Entertainment of Friday, 14 February 2020

Source: www.ghanaweb.com

FLASHBACK: Stop 'christianising' Val's Day celebrations - Lutterodt to churches

Counsellor Lutterodt play videoCounsellor Lutterodt

Counsellor Cyril George Carstensen Lutterodt had observed that a number of churches organise programs on Valentine's Day for the youth with the aim of preventing them from engaging in immoral acts in commemoration of the day.

These programs, mostly organised in the night, according to the counsellor, are waste of resources considering that sexual immorality is not only practised on Valentine's Day.

"When they close, they go back and do the silly things we want them to stop doing. Let's let the word of God work on them not only on Valnetine's Day," he said.

Below is the full story as published on GhanaWeb in 2018:

Controversial counsellor George Lutterodt has warned churches to desist from using Valentine’s Day as an opportune time to heal the youth of promiscuity.
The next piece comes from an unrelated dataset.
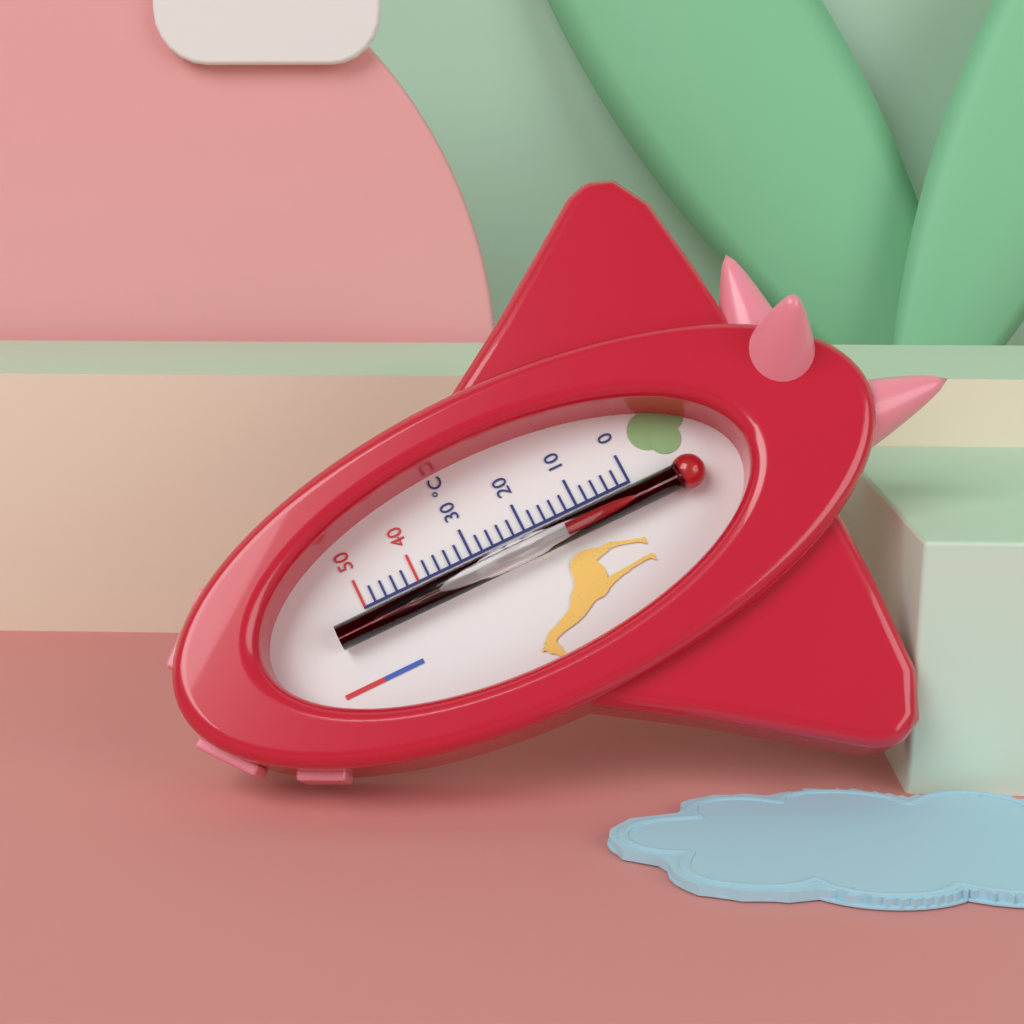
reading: 14 °C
“I don’t know what is wrong with some of our churches. The churches now are making this Valentine thing become another form of celebration in the sense of it being christianised,” he fumed.

In an interview with Ghanaweb, the counsellor expressed his distaste for the way churches were organizing activities in their quest to keep the youth away from promiscuity on Valentine’s Day.

He said he did not see the motive behind forcing the day to become one for Christian activities, “thinking that, when you do that for them, they will not go and do what they are supposed to do”, he added, referring to the high rate of sexual immorality during Valentine’s day; a pattern the day has become known for.

Instead, the counsellor advised that the word of God be used all year round to impact people and “stop wasting our resources on this one day.” Counsellor Lutterodt topped it off with a caution to married women to lead exemplary lives for the unmarried to have something to look up to.

He suggested that events be organized for both married and singles “so that we will treat the couples for the single to see the importance of marriage,” he said.

According to him, “this is what Valentine brought.”

For the most part of the past two years, the Counsellor Lutterodt’s name has become a household one and is easily linked to marriage and relationship counselling in Ghana.